Technology offers hope for end of animal testing

Hoping to make the lab rat a thing of the past, scientists at Lawrence Livermore Lab are testing technology that replicates vital human tissues on microchips.

Animal rights advocates are encouraged that the technology may one day end experiments on mice, rats, snakes and other animals used to test products and develop drugs in laboratories around the world.

The "Human on a Chip" programme shifts the experiments from living animals to the lab by replicating cells of human organs and tissues, exposing them to chemicals and using electrical signals to measure the response.

While labs and university researchers in other parts of the United States are using similar technology to test different organs of the body, scientists at Lawrence Livermore are focusing on four vital body functions: the central nervous system, peripheral nervous system, blood-brain barrier and heart.

The chips allow scientists, for example, to measure how certain body parts react to caffeine, heart medicine or other more dangerous toxins. In one early experiment, scientists applied capsaicin, the chemical that makes peppers hot, to cells of the peripheral nervous system and were able to measure a response.

The cells can survive and function on chips for several weeks in some cases, so many different kinds of experiments can be done to measure how exposure to drugs or chemicals affects cells and to evaluate cell recovery, with no human or animal test subjects necessary.

Lawrence Livermore gets its human tissues from AnaBios, a San Diego company. The tissues are derived from organ donors, and unlike tissues grown from stem cells, these are mature and can provide a more reliable response to stimuli.

Still under testing and far from being widely used, the process also has the ability to speed up development of medical countermeasures to toxins and provide more accurate data than animal testing does.

"Animal testing can be more complicated and costly, whereas these chips can be much more reliable," said Kris Kulp, a lab scientist who is part of the project.

According to the US Food and Drug Administration, 9 out of 10 drugs that pass animal tests fail in humans because they don't work or are dangerous.

With this acknowledgment, various agencies, such as the Environmental Protection Agency and National Institutes of Health, have made efforts to reduce the use of animal testing.

Last month, President Barack Obama signed an updated Toxic Substances Control Act, originally approved in 1976, that includes a provision calling for restrictions on animal testing.

"We are familiar with this new direction that science is taking, and we're very excited about the possibility that it can replace animals in chemical testing, drug development and other areas," said Kathy Guillermo, vice president of laboratory investigations for People for the Ethical Treatment of Animals.

Joyce Tischler, general counsel for Animal Legal Defense Fund, said her group is excited about alternatives to animal testing.

"This also means that the science, environmental and animal welfare communities are all on the same page, which is to protect human life from chemicals and diseases," Tischler said. "We would just like to see it without the use of live animals."

More than 100 million animals are killed in experiments each year in the United States, according to the Laboratory Animal Resource Center at the University of California at San Francisco.

Lawrence Livermore Lab is spending nearly $US2 million a year on the project, called iCHIP (in-vitro Chip-based Human Investigational Platform), which is now in its third year, said Elizabeth Wheeler, principal investigator.

The bulk of the chemicals used at Lawrence Livermore come from the Forensics Science Center, one of two US labs certified for identifying chemical warfare agents. The US Army in 2013 used the "Human on a Chip" technology to test chemicals used in warfare.

Wheeler said her group has no plans, nor is it legally allowed, to experiment with warfare agents.

She said the long-term goal is to collaborate with other research centers studying the technology on other parts of the body.

"We hope to integrate them all together and re-create the human body and the reactions it has to link multiple chips to capture interactions between different organs," Wheeler said.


WORK INSTRUCTION: Repeat every entry exactly as given.

___ DATA EXTRACT ___

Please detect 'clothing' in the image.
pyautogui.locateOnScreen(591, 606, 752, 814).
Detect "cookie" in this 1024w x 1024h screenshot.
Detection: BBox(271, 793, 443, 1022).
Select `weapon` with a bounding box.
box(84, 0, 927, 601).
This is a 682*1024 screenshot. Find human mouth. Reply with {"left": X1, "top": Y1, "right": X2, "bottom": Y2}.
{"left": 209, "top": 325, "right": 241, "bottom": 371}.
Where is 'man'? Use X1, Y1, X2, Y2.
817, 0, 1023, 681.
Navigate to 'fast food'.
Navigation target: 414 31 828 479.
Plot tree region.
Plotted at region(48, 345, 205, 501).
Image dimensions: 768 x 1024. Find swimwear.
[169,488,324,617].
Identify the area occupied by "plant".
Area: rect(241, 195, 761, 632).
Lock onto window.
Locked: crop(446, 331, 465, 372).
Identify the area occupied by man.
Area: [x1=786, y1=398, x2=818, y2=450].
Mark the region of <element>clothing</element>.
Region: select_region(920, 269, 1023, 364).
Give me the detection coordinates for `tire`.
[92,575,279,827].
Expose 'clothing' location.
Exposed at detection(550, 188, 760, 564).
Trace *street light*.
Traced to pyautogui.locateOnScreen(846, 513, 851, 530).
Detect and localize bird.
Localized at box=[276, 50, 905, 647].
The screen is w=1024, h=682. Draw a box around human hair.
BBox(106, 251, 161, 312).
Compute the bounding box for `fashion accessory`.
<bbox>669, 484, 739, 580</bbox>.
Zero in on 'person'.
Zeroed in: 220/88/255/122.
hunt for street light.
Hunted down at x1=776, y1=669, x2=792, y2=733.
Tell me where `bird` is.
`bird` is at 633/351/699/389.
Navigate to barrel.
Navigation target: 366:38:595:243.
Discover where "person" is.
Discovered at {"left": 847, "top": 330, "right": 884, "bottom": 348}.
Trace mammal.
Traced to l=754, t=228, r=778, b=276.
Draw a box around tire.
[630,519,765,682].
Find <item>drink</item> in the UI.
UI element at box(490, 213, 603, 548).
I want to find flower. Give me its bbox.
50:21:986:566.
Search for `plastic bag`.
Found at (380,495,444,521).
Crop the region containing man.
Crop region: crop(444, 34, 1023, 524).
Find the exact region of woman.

___

SOLVED PROBLEM:
Please detect 'clothing' in the image.
pyautogui.locateOnScreen(591, 606, 752, 814).
Detect "cookie" in this 1024w x 1024h screenshot.
Detection: BBox(271, 793, 443, 1022).
Select `weapon` with a bounding box.
box(84, 0, 927, 601).
This is a 682*1024 screenshot. Find human mouth. Reply with {"left": X1, "top": Y1, "right": X2, "bottom": Y2}.
{"left": 209, "top": 325, "right": 241, "bottom": 371}.
Where is 'man'? Use X1, Y1, X2, Y2.
817, 0, 1023, 681.
Navigate to 'fast food'.
Navigation target: 414 31 828 479.
Plot tree region.
Plotted at region(48, 345, 205, 501).
Image dimensions: 768 x 1024. Find swimwear.
[169,488,324,617].
Identify the area occupied by "plant".
Area: rect(241, 195, 761, 632).
Lock onto window.
Locked: crop(446, 331, 465, 372).
Identify the area occupied by man.
Area: [x1=786, y1=398, x2=818, y2=450].
Mark the region of <element>clothing</element>.
Region: select_region(920, 269, 1023, 364).
Give me the detection coordinates for `tire`.
[92,575,279,827].
Expose 'clothing' location.
Exposed at detection(550, 188, 760, 564).
Trace *street light*.
Traced to pyautogui.locateOnScreen(846, 513, 851, 530).
Detect and localize bird.
Localized at box=[276, 50, 905, 647].
The screen is w=1024, h=682. Draw a box around human hair.
BBox(106, 251, 161, 312).
Compute the bounding box for `fashion accessory`.
<bbox>669, 484, 739, 580</bbox>.
Zero in on 'person'.
Zeroed in: 220/88/255/122.
hunt for street light.
Hunted down at x1=776, y1=669, x2=792, y2=733.
Tell me where `bird` is.
`bird` is at 633/351/699/389.
Navigate to barrel.
Navigation target: 366:38:595:243.
Discover where "person" is.
Discovered at {"left": 847, "top": 330, "right": 884, "bottom": 348}.
Trace mammal.
Traced to l=754, t=228, r=778, b=276.
Draw a box around tire.
[630,519,765,682].
Find <item>drink</item> in the UI.
UI element at box(490, 213, 603, 548).
I want to find flower. Give me its bbox.
50:21:986:566.
Search for `plastic bag`.
Found at (380,495,444,521).
Crop the region containing man.
Crop region: crop(444, 34, 1023, 524).
Find the exact region of woman.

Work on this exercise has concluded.